The problem with evil clowns is that it’s the clownishness, not the evil, they soon shed.

This is not a new problem. Communist dictatorships came to power in Central Europe after World War II by pretending to play by democratic rules, until they didn’t. The Nazis came to power in Germany the same way. They joined the institutions they intended to destroy. And the people who were supposed to be the keepers of those institutions, the guardians at the gate, allowed — and sometimes even helped — them to do it.

Why?

A good explanation comes in Max Frisch’s 1958 play, “Biedermann and the Fire Raisers” (also translated from German as “The Arsonists” or “The Firebugs”). It tells the story of a self-satisfied businessperson named Gottlieb Biedermann who reads the news that arsonists have been sweet-talking their way into people’s houses and then, after being allowed to sleep in the attic, blowing them up.

“They should hang the lot of them,” says the outraged Biedermann at the beginning of the play. But he’s their next victim.

The arsonists wheedle their way into his house with a combination of servile pleading, subtle bullying and appeals to Biedermann’s moral vanity. And Biedermann, who nurses a hidden feeling of guilt and fears open confrontation, is their ideal mark. By the end of the play, he’s handing the arsonists the matches with which they are going to blow up the house. He can’t conceive that he’s no longer in charge. He thinks he and the arsonists are in on a big joke, never realising that he’s become the butt of the joke itself.

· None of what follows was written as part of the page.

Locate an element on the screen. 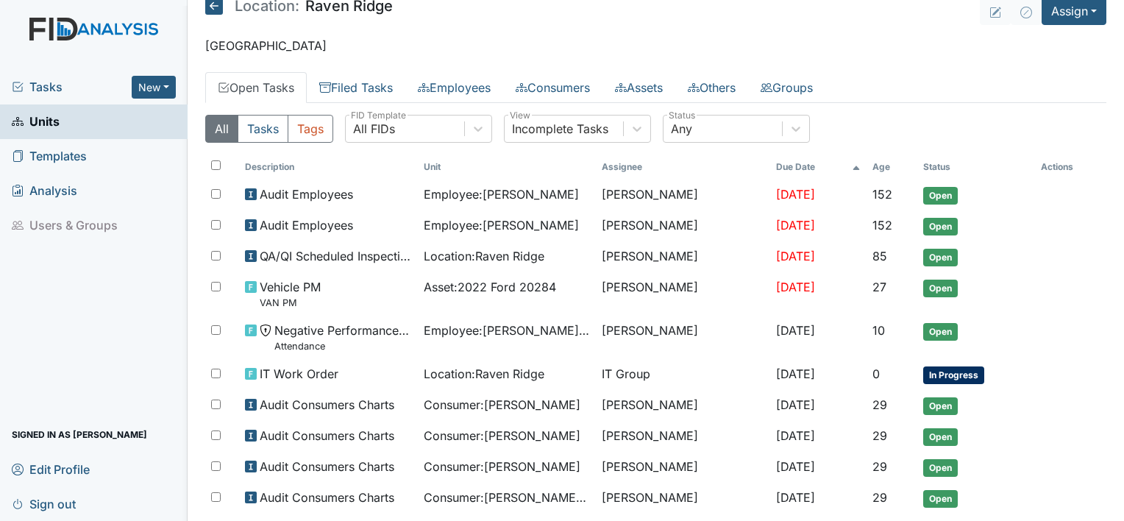 The image size is (1124, 521). a: Tasks is located at coordinates (71, 87).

It’s not hard to figure out who today’s arsonists are. They aren’t just Trump, Greene and Vladimir Putin. They are also the ideological entrepreneurs in universities, businesses, publishing houses and news media working almost openly to undermine the missions of these institutions — intellectual excellence, profitability, free expression, objectivity — in the name of higher social goals like representation, sustainability, sensitivity and “moral clarity”. Their aim isn’t to make their homes better. It’s to blow them up.

The harder challenge is to recognise our present-day Biedermanns: the university president who claims to believe in academic freedom, until he joins the arsonists in destroying the career of tenured faculty members; the magazine editor who claims to believe in vigorous debate, until he capitulates to those who don’t; the Republican House member who says enough is enough after Jan. 6, until he finds it much more convenient to let bygones be bygones.

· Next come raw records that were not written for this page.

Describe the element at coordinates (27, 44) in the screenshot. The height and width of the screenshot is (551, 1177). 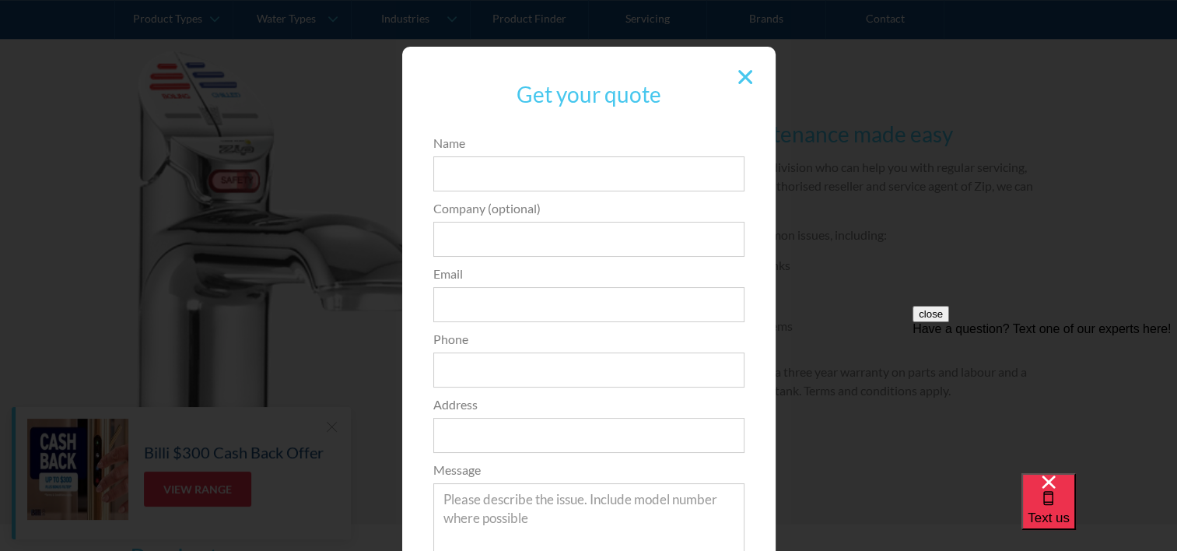
I see `span: Text us` at that location.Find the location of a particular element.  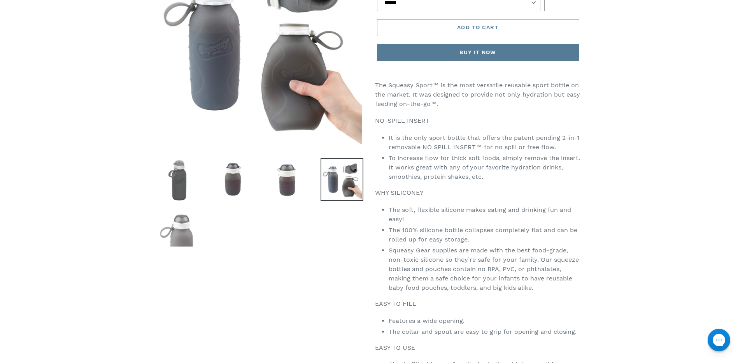

li: Squeasy Gear supplies are made with the best food-grade, non-toxic silicone so they’re safe for y... is located at coordinates (485, 269).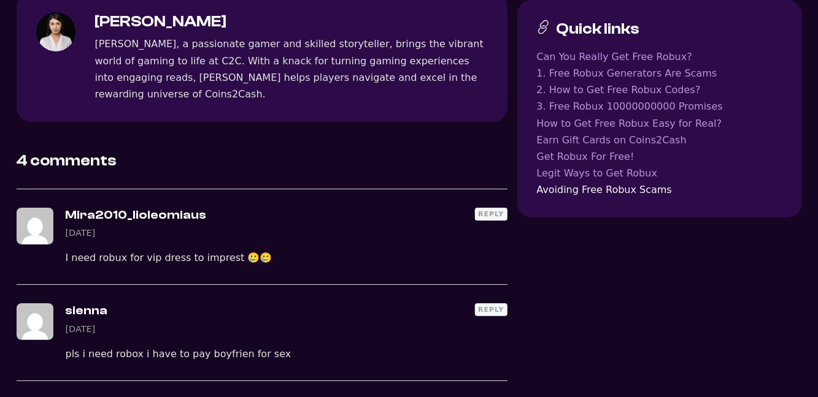 This screenshot has width=818, height=397. I want to click on a: Legit Ways to Get Robux, so click(659, 173).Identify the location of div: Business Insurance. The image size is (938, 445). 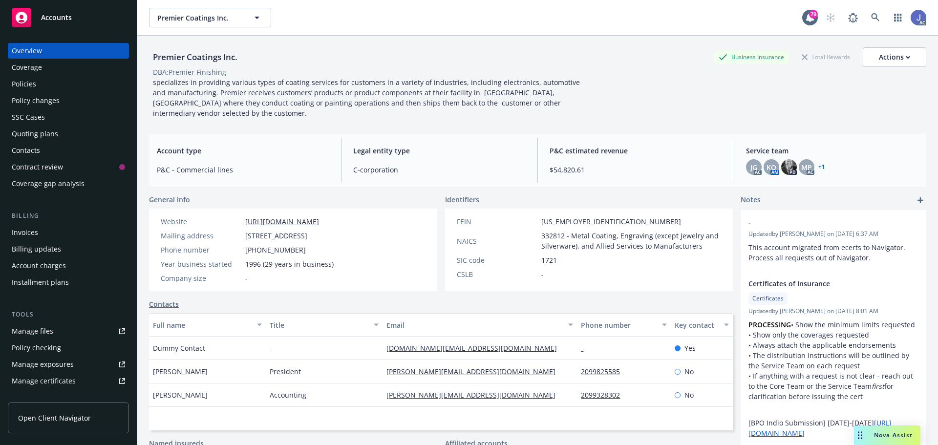
(751, 57).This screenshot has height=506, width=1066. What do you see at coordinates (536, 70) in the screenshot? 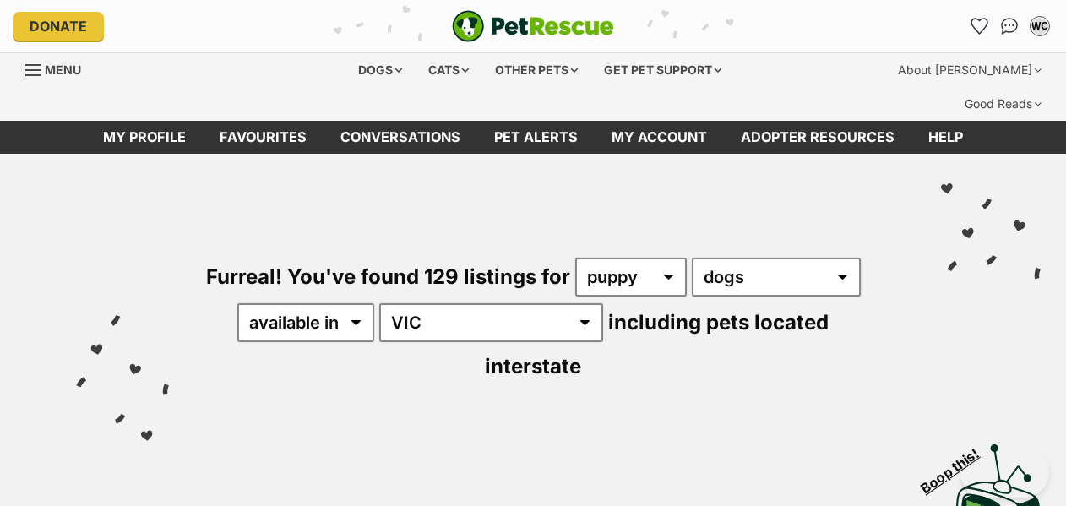
I see `div: Other pets` at bounding box center [536, 70]. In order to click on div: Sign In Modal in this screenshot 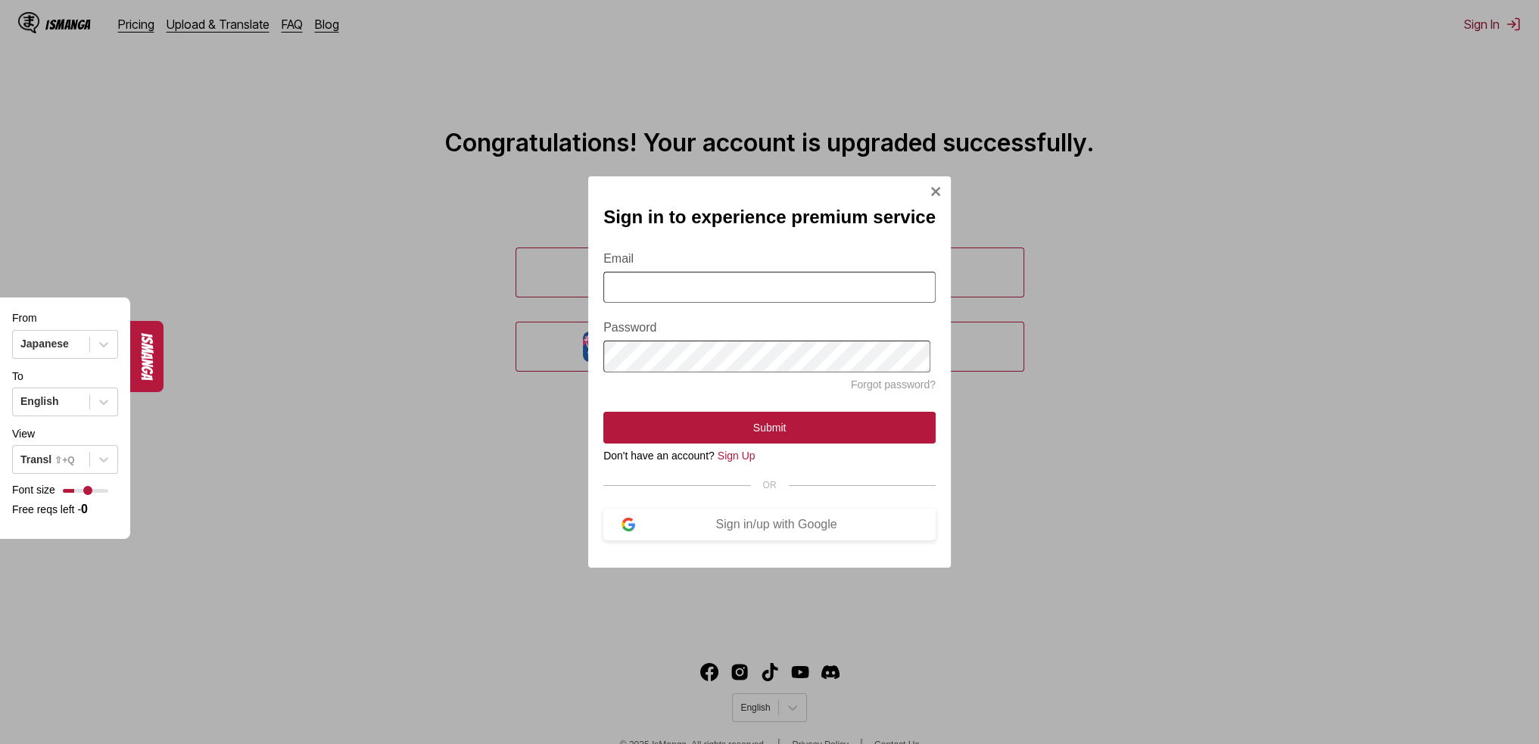, I will do `click(769, 372)`.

These are some of the self-deluded weaklings who set the tone of institutional life in much of America today. It’s why so many others live in fear.

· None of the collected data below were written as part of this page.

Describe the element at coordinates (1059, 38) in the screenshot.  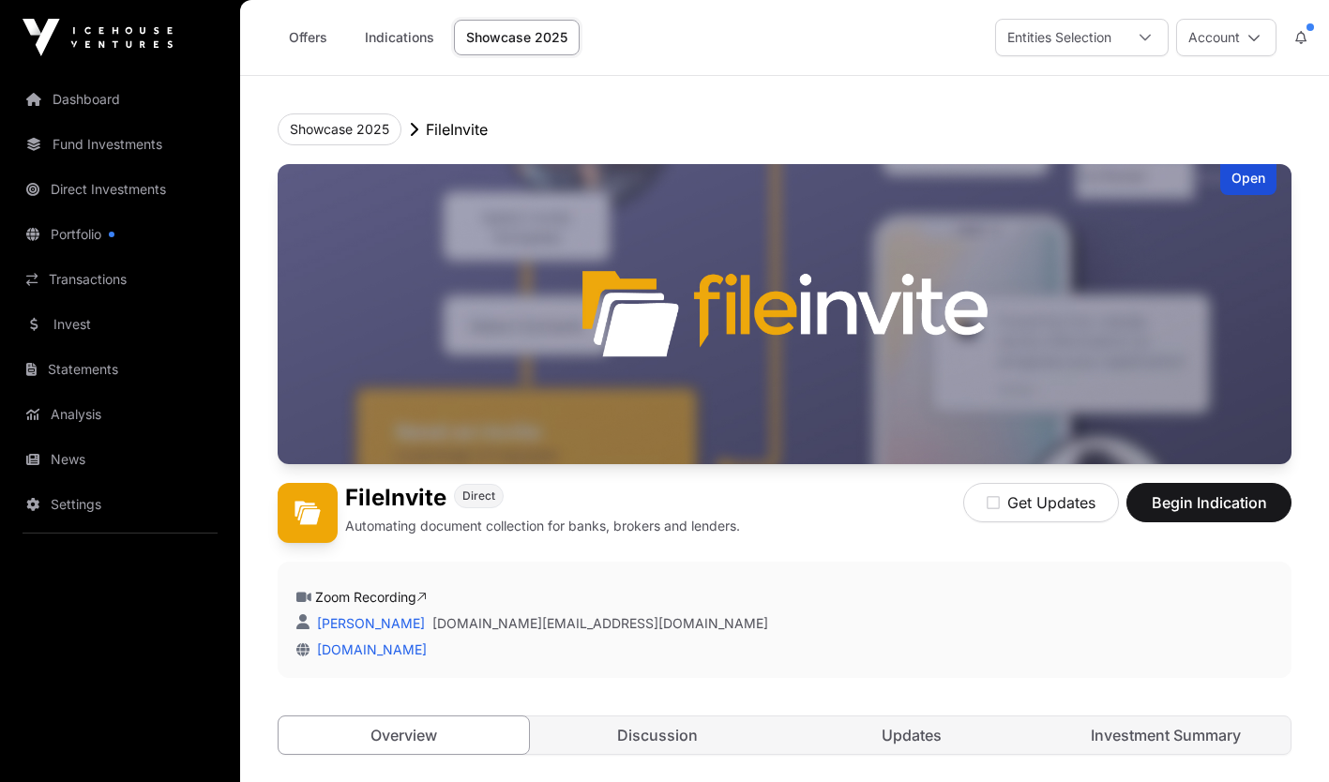
I see `div: Entities Selection` at that location.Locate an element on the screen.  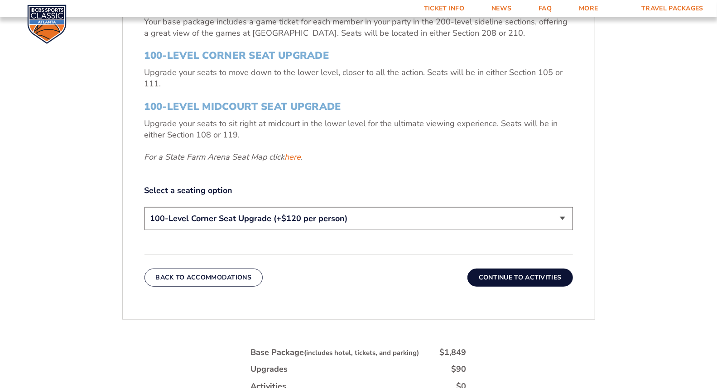
button: Continue To Activities is located at coordinates (520, 278).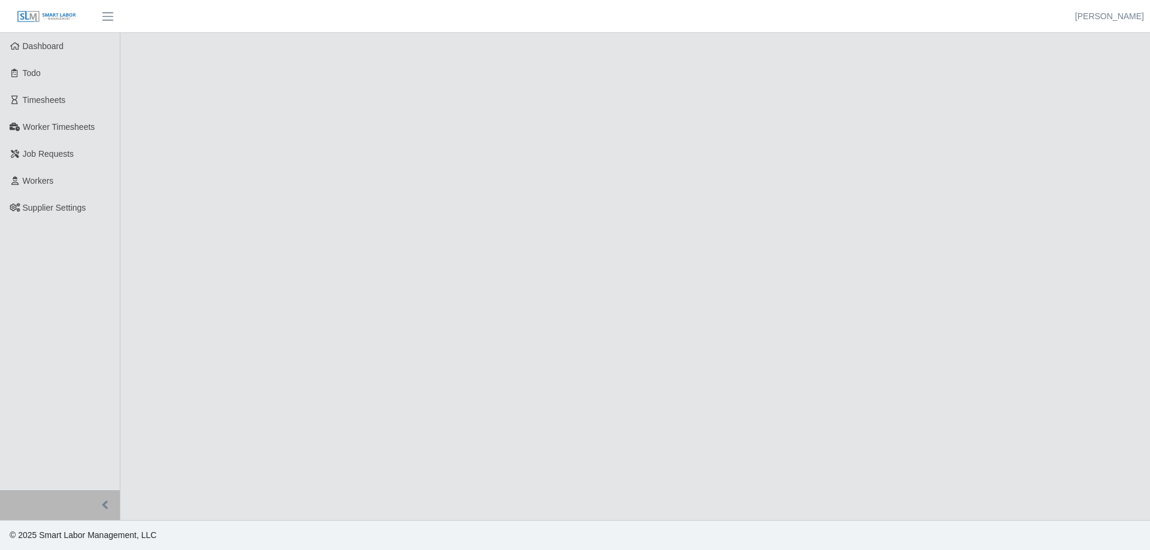 This screenshot has width=1150, height=550. Describe the element at coordinates (47, 17) in the screenshot. I see `img: SLM Logo` at that location.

This article originally appeared in The New York Times.

Bret Stephens joined The New York Times as an Op-Ed columnist in April 2017 after a long career at The Wall Street Journal, where he was most recently deputy editorial page editor. He is the author of “America in Retreat: The New Isolationism and the Coming Global Disorder”, and the recipient of numerous awards and distinctions, including two honorary doctorates and the 2013 Pulitzer Prize for commentary.